Missions are designed with a nominal operational lifespan, often 3 to 10 years, but many instruments far exceed these predictions due to system robustness. For example, Spitzer operated for nearly 17 years instead of the planned 5, while Chandra and Hubble are still active more than two decades after their launch.
Several causes lead to the end of a mission:
At the end of their operational life, telescopes are either deorbited for a controlled re-entry into Earth's atmosphere (like Compton in 2000) or placed in a stable "graveyard" orbit, far away, to avoid contamination of active orbits. Observatories located at the Lagrange point L2, such as James Webb or Euclid, will follow the latter procedure.
Engineers plan a gradual shutdown phase from the design stage to optimize the use of residual energy and ensure safe decommissioning.
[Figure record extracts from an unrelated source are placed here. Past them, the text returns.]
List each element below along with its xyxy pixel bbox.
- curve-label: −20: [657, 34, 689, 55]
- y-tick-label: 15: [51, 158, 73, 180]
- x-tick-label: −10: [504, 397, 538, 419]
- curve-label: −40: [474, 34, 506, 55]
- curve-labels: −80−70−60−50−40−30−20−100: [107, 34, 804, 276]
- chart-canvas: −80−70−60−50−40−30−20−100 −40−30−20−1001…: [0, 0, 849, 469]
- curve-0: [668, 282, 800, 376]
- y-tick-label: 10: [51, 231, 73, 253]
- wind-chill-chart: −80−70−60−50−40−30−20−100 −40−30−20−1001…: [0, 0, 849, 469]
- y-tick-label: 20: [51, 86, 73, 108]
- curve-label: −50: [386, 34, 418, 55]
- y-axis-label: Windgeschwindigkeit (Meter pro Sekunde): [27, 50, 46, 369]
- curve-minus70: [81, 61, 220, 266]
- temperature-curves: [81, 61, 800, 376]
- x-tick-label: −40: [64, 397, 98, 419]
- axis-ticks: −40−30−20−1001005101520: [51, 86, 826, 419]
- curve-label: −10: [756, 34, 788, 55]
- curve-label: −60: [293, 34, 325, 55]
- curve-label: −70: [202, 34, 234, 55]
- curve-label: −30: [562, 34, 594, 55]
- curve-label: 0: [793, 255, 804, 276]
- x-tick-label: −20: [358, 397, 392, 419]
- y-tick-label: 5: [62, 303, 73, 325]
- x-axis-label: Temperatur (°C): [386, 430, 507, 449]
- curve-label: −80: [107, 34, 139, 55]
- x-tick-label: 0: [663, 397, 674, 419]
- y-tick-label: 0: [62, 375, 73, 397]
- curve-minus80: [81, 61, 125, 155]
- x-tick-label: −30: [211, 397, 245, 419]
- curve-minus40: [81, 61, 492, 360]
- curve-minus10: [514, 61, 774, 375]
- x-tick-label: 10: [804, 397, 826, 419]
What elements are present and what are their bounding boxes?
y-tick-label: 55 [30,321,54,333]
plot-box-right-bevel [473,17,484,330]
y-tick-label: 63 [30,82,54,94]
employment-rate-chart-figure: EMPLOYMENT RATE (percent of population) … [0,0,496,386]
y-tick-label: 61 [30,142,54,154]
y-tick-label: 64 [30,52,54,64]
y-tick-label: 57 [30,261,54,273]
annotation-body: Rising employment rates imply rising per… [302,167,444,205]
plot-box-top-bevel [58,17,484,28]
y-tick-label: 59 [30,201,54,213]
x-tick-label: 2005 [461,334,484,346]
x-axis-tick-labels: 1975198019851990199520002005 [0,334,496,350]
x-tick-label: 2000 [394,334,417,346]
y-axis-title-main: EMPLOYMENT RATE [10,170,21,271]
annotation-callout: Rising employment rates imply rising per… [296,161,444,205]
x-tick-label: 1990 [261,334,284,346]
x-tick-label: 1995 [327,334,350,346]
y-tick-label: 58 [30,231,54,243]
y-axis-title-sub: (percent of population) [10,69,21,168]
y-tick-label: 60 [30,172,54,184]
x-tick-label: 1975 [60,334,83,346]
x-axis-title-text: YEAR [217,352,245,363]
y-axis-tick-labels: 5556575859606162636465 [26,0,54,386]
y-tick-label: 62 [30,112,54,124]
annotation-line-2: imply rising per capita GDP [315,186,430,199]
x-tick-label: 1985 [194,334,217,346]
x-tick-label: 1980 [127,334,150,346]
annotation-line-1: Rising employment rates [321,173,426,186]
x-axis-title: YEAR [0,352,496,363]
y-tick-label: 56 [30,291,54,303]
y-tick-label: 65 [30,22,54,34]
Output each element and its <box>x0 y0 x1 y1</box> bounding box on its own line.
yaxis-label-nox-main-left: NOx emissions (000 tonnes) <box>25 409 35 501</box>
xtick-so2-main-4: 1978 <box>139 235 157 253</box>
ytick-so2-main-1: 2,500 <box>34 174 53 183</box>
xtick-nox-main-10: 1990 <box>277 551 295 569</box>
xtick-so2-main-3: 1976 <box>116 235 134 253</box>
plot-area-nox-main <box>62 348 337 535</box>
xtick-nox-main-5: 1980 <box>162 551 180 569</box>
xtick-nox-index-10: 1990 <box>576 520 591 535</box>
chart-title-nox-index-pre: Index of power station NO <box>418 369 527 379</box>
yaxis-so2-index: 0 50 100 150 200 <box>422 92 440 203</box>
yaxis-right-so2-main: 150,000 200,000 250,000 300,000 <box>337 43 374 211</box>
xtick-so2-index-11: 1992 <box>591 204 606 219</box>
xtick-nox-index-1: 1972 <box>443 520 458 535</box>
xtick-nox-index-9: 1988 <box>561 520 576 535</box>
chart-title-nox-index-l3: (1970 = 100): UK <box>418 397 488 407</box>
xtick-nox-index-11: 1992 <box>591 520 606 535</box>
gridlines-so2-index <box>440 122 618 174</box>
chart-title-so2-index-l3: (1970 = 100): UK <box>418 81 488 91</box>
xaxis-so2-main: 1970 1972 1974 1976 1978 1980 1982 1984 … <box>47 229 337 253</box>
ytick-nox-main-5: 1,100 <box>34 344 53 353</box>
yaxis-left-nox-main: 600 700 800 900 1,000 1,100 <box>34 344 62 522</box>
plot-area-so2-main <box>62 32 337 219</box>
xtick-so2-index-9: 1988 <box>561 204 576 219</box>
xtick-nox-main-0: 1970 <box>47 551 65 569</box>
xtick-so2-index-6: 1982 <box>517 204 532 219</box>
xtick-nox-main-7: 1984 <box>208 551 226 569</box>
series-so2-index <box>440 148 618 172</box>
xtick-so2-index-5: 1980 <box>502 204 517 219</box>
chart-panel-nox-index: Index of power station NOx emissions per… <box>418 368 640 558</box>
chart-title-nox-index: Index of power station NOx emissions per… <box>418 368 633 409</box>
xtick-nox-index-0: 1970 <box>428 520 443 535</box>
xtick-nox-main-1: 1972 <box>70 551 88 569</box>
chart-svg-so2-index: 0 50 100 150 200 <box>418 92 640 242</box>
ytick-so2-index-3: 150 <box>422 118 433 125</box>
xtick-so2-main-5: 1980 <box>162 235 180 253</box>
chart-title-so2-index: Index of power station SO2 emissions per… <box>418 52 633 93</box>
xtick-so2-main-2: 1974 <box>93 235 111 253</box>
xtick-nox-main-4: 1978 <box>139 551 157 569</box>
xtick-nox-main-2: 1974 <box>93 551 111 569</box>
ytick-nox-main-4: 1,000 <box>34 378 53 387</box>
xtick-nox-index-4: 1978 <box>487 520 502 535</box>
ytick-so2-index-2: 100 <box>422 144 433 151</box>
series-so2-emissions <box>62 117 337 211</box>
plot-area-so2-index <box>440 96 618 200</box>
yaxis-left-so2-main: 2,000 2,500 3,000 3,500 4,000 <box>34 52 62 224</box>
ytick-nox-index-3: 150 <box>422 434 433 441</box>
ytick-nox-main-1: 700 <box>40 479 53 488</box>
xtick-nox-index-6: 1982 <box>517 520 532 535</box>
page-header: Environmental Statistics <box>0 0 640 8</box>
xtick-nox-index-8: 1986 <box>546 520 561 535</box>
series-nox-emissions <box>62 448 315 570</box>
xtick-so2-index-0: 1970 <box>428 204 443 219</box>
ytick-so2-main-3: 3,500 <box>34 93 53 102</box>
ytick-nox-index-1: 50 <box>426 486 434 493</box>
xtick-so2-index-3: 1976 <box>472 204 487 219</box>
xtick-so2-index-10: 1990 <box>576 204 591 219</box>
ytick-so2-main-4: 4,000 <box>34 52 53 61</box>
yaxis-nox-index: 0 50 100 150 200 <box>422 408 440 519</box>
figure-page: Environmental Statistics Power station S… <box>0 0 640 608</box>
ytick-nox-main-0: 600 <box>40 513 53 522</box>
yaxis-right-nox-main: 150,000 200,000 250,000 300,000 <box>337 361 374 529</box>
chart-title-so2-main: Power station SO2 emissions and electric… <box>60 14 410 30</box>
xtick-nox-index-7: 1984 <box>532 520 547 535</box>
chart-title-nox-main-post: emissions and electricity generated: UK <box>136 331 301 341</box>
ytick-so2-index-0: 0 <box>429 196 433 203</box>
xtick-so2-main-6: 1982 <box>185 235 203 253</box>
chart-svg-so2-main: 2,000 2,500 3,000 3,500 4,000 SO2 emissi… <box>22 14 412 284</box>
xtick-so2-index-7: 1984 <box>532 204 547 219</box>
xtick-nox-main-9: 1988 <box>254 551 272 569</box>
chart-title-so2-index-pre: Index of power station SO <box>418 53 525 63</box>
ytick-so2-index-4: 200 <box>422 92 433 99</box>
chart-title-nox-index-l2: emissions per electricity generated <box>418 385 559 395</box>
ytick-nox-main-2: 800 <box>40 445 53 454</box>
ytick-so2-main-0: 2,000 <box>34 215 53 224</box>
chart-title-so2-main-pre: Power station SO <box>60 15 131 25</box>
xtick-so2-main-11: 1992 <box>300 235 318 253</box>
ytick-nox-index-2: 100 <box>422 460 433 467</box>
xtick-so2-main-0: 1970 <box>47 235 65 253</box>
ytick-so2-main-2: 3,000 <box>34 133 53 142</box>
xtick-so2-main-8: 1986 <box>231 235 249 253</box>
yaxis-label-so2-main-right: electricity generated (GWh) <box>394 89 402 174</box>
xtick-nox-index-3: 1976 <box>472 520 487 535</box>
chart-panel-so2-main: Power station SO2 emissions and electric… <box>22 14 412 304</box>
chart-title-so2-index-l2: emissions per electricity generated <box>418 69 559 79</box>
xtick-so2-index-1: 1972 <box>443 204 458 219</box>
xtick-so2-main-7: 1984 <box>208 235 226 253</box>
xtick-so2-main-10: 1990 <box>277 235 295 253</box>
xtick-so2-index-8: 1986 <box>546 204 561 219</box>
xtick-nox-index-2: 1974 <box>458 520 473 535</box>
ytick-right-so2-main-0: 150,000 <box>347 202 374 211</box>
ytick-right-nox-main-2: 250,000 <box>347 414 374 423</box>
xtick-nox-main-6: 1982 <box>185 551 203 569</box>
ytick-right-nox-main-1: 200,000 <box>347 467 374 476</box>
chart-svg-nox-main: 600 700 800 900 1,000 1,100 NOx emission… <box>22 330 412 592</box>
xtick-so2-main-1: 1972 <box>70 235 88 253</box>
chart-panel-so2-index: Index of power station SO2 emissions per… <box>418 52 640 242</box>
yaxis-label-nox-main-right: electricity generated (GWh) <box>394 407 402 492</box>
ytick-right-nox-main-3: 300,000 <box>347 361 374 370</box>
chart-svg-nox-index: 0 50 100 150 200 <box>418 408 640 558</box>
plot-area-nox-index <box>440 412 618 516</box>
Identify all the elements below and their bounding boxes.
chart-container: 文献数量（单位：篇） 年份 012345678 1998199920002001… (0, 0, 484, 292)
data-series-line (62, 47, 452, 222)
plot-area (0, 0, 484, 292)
This step marks the end of a technological cycle but paves the way for a new generation of more powerful observatories.
Future space telescopes will further expand our view of the Universe. Projects like LUVOIR or HabEx aim for the direct detection of potentially habitable exoplanets. Others, such as ATHENA and LISA, will explore X-rays and gravitational waves to probe black hole physics and the structure of the primordial cosmos.